John B. Judis is an American journalist, a senior writer at The National Journal, an editor-at-large at Talking Points Memo, contributing editor to The American Prospect, and a former senior editor at The New Republic.[1]

Judis was born in Chicago. He attended Amherst College and received B.A. and M.A. degrees in Philosophy from the University of California at Berkeley. In 1969 he was a founding editor of Socialist Revolution (which was later renamed Socialist Review and then Radical Society before ceasing publication in 2009). In the 1970s he was a founding editor of the East Bay Voice. Judis started reporting from Washington in 1982, when he became a founding editor and Washington correspondent for In These Times, then a democratic-socialist newsweekly magazine.

He has also written for GQ, Foreign Affairs, Mother Jones, The New York Times Magazine, and The Washington Post.

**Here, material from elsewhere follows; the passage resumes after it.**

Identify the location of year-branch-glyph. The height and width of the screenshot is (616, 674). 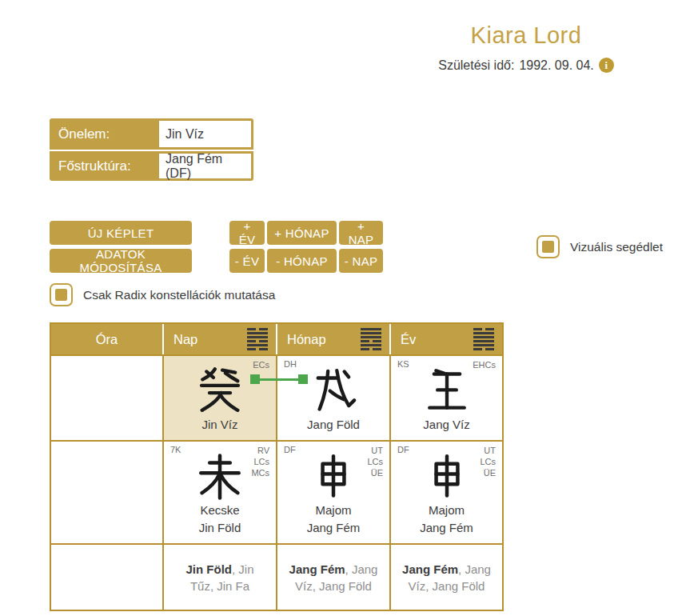
(446, 478).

In 2002, he published The Emerging Democratic Majority (co-written with political scientist Ruy Teixeira), a book arguing that Democrats would retake control of American politics, thanks in part to growing support from minorities and well-educated professionals. Its title was a deliberate echo of Kevin Phillips' 1969 classic, The Emerging Republican Majority. The book was named one of the year's best by The Economist. Later in 2015, in an essay the The Emerging Republican Advantage [2] he recanted this view as he noted that the long term Democratic Majority was gone as Hispanics and Asians were considerably less Democrats as he assumed and that large groups of white voters were abandoning the Democrats.[3]

In 2014 he authored the book Genesis: Truman, American Jews, and the Origins of the Arab/Israeli Conflict in which he discussed the connection between the Israel lobby in the United States and the origin of the modern state of Israel.